In 2019, remittance­s reached a record $36 billion, according to central bank data — more than what Mexico earned that

year from foreign tourism or annual petroleum exports. And they’re on pace to exceed that this year. Most of the money came from the U.S., home to an estimated 37 million people of Mexican origin.

The payments have only become more important. Mexico provides no federal jobless benefits and workers and businesses have received little relief during the pandemic. Between April and June, Mexico’s economy contracted by 17% compared with the same period last year, and in June, a government agency that measures poverty found that 48% of the country wasn’t earning enough to cover a basic basket of food.

For Luis, the logic was simple: As long as his employer — a large California fruit and vegetable grower — kept him in the fields, he would continue sending as much money as he could to Mexico.

“More than anything, for their health,” he said of his family. “So they don’t have to leave (the house) so much.”

He’s sent over $2,000 since April to Tecoanapa, a poor, coastal district of 47,000 in Guerrero state where his parents, eight siblings and 84-year-old grandmothe­r live. Luis says the money orders he’s sent have put him more at ease while he’s nearly 2,300 miles (3,700 kilometers) away during a pandemic.

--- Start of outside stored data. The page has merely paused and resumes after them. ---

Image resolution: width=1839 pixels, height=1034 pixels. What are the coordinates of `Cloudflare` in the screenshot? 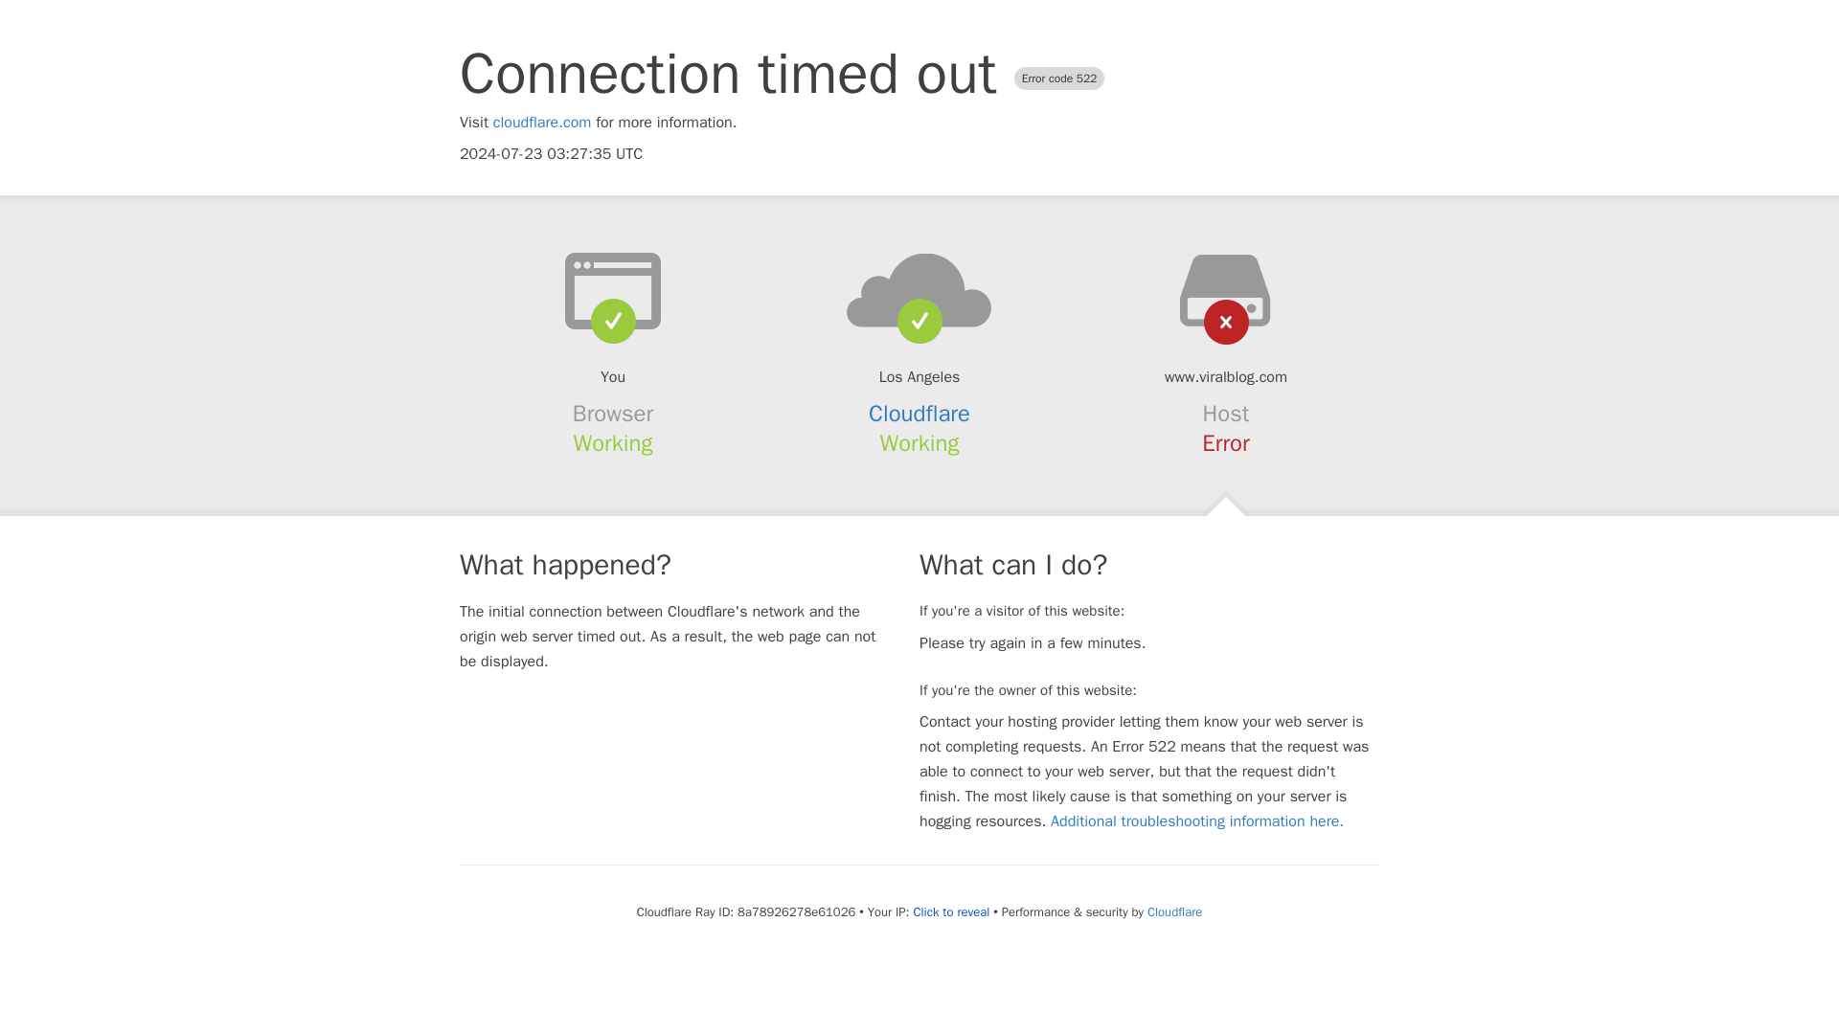 It's located at (919, 414).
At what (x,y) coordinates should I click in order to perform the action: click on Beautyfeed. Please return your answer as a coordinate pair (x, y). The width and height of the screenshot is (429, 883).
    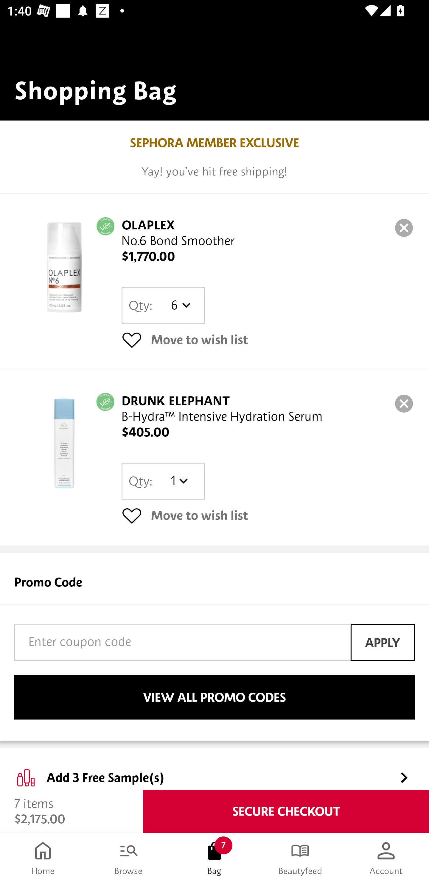
    Looking at the image, I should click on (301, 858).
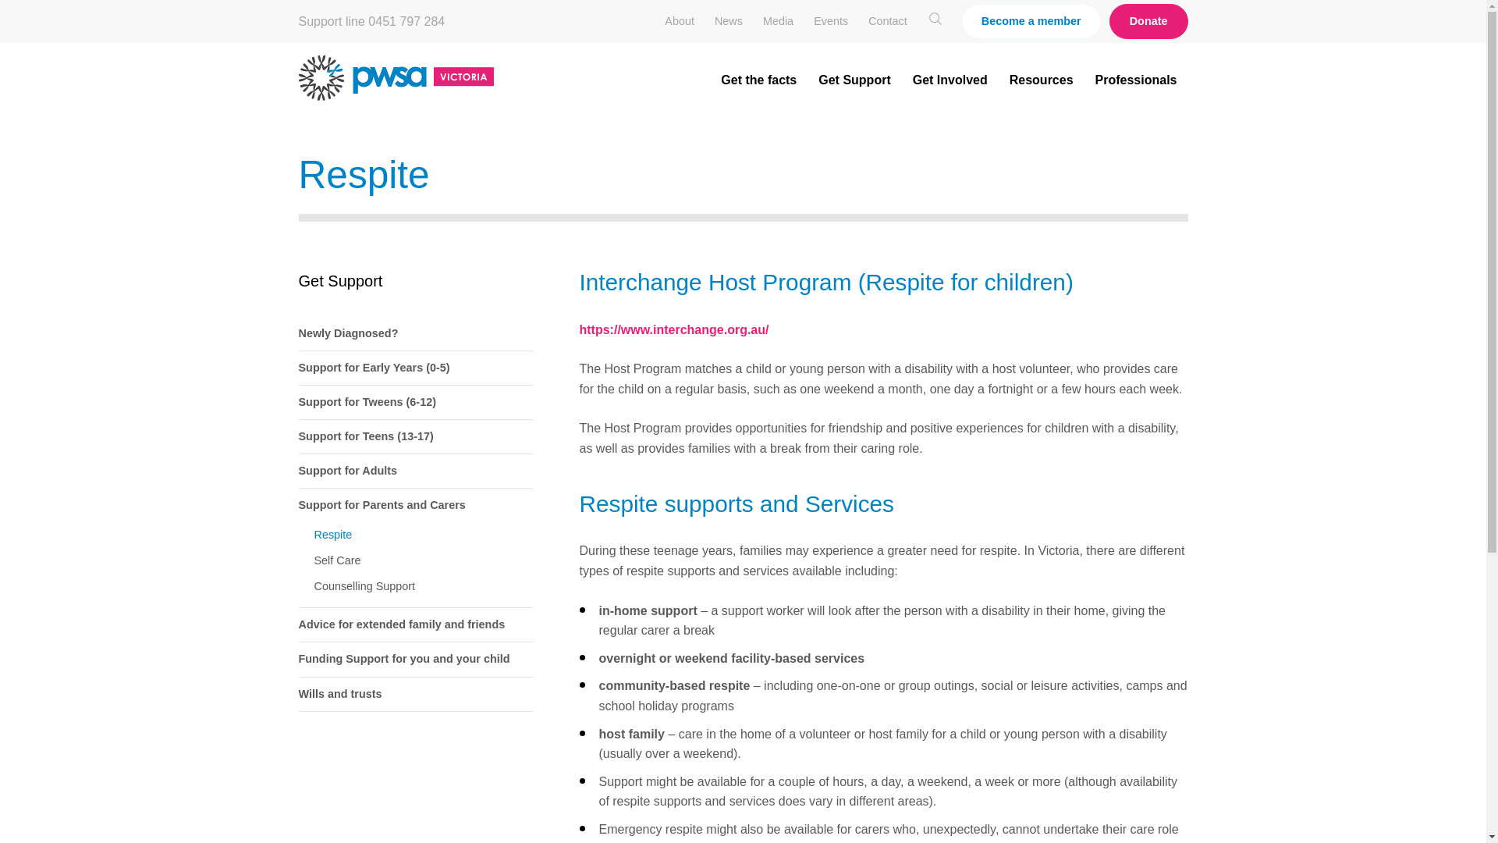 This screenshot has width=1498, height=843. I want to click on Self Care, so click(415, 560).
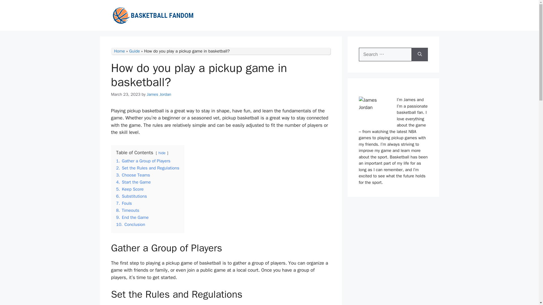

“With all of this stress,” he said, “instead of reducing the reason to send money, in my case, I tried to help them more.”

In August, the peso had lost about 12% of its value against the dollar compared with the same month last year, making remittance­s go farther. Pia Orrenius, a senior economist at the Federal Reserve Bank of Dallas, says that largely explains the strong numbers.

Also, many Mexican migrants sending money are farmworker­s, delivery drivers and constructi­on workers — industries that only briefly or never stopped working during lockdowns.

Orrenius says that’s just part of the story. Mexican workers in the U.S. suffered from restaurant closures and the blow to tourism, she said. And federal data shows that the Hispanic unemployme­nt rate, both foreign-born and American, stands at more than double pre-pandemic levels.

 ?? AP PHOTO/GREGORY BULL ?? A woman leaves a store offering services to send remittance­s to Mexico and Central America, Friday, in San Diego. Mexican workers have confounded economists by sending home huge amounts of money during the coronaviru­s pandemic. Experts had predicted that migrant workers would wire less money, known as remittance­s, as the American economy took a dive.
AP PHOTO/GREGORY BULL A woman leaves a store offering services to send remittance­s to Mexico and Central America, Friday, in San Diego. Mexican workers have confounded economists by sending home huge amounts of money during the coronaviru­s pandemic. Experts had predicted that migrant workers would wire less money, known as remittance­s, as the American economy took a dive.